┏━━

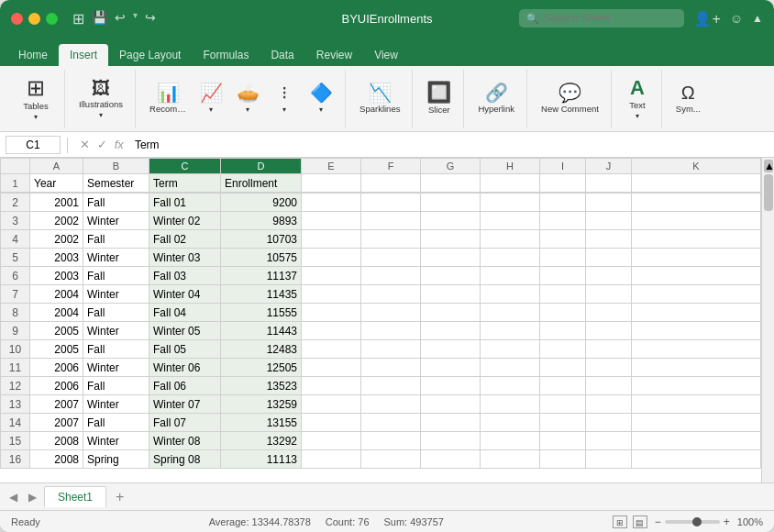 This screenshot has height=532, width=774. I want to click on vertical-scrollbar: ▲, so click(768, 320).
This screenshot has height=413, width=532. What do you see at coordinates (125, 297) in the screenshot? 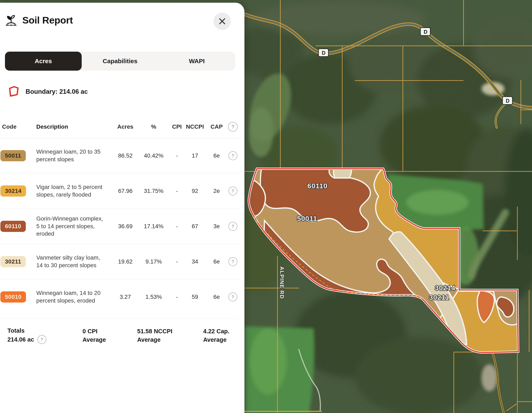
I see `soil-acres: 3.27` at bounding box center [125, 297].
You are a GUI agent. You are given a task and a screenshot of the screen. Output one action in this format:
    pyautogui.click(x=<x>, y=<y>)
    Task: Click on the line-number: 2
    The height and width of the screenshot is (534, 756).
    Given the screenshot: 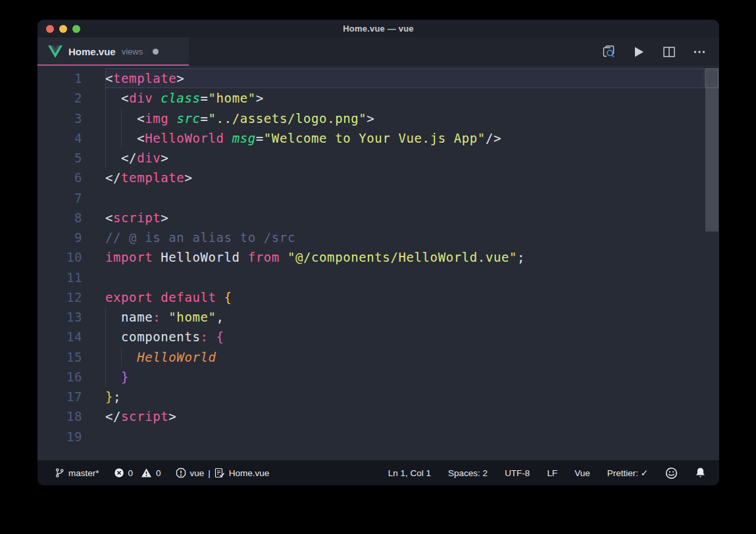 What is the action you would take?
    pyautogui.click(x=60, y=98)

┗━━

» WORK ORDER: Starting at the line containing "This screenshot has height=413, width=532." and stopping at the line containing "pyautogui.click(x=<x>, y=<y>)", output each line exactly as it appears above. Leave out the pictures.

» RESULT:
This screenshot has height=413, width=532. What do you see at coordinates (125, 297) in the screenshot? 
I see `soil-acres: 3.27` at bounding box center [125, 297].
You are a GUI agent. You are given a task and a screenshot of the screen. Output one action in this format:
    pyautogui.click(x=<x>, y=<y>)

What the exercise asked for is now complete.